In ‘In the Studio’, een programma van de BBC World Service, zei Brian Eno dat politici maar weinig doen aan de aanpak van klimaatverandering, ondanks dat die ‘quite fast’ gaat.
Vergeleken met andere problemen die de pers halen, is klimaatverandering een veel grotere bedreiging, zo vindt Eno in dat ruim 25 minuten durende vraaggesprek: ‘I notice that hardly any of our politicians are talking about the most important problem. The most important problem isn’t a few immigrants coming into the country on boats.The most important problem isn’t China developing AI.
The most important problem is that the ship is sinking, and it’s happening quite fast, and a lot of my friends and people I knew were also concerned about this issue.
What can we do about it? Those people in government aren’t doing anything about it. How can the rest of us do anything? Well, we have to somehow take it into our own hands.’
Ook had hij het over zijn liefdadigheidsorganisatie EartPercent: ‘This idea of tapping into the very many income streams that there are in music and saying to people, would you give us 1 per cent of that? Would you give us one per cent of your tour income? Would you give us one per cent of an album income?

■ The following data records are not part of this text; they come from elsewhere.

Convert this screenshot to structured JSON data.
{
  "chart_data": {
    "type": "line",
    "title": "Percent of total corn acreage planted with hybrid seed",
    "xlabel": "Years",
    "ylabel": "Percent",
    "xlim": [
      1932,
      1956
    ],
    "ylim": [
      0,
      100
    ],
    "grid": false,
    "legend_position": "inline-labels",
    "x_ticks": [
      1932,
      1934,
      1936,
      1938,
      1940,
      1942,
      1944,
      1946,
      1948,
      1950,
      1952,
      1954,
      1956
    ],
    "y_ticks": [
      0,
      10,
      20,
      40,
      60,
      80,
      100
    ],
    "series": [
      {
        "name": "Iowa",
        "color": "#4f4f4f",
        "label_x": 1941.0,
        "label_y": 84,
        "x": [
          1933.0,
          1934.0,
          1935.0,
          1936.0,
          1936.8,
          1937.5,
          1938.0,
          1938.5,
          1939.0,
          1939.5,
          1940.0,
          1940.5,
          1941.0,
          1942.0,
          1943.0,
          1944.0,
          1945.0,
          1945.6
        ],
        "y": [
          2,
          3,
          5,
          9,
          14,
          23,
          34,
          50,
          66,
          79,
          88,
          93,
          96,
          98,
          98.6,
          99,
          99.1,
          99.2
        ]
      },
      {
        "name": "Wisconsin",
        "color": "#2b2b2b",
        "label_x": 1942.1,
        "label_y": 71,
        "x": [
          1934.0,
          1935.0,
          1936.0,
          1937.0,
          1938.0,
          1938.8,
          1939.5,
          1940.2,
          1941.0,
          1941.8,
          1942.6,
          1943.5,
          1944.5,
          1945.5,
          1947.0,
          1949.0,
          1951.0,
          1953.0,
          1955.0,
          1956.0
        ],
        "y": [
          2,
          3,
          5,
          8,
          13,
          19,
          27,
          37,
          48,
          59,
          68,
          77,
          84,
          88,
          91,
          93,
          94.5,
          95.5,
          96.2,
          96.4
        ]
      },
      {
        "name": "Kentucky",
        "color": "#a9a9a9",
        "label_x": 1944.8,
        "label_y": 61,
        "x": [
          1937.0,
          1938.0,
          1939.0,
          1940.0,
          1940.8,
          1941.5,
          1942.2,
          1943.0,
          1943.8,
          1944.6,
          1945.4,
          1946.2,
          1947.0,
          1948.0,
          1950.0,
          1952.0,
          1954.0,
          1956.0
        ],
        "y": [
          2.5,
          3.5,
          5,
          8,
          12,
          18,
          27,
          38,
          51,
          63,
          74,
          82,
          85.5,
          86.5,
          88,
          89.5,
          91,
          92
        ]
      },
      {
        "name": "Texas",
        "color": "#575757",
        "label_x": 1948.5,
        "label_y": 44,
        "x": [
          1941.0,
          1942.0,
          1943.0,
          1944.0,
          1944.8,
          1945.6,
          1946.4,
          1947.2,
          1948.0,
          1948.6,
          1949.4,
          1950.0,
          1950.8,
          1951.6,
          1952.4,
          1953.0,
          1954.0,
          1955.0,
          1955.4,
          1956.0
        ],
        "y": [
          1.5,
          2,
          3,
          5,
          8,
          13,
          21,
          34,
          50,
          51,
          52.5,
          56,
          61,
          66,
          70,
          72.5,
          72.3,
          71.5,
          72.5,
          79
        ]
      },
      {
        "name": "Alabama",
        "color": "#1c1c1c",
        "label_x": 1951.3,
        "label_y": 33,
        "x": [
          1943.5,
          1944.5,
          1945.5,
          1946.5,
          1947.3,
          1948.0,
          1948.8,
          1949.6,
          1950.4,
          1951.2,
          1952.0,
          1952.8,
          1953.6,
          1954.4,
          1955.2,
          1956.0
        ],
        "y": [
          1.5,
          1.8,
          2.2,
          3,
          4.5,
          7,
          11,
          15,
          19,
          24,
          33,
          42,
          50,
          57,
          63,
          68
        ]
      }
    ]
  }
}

So we want to sort of insert a little tap to that huge flow and siphon some off and put it into these good people who are doing great work all over the world, people working in the rainforests of Papua New Guinea, local people who look after the forest. It’s where they live.
Those are the people we should be giving money to. They know how it works there, and they have every reason.
So we wanted EarthPercent to be a place that sort of sucks in a little bit of all this vast amount of money that goes through the music business and feeds it back out to these people who are, in fact, the people protecting our future. It’s a very simple idea, and it’s starting to work.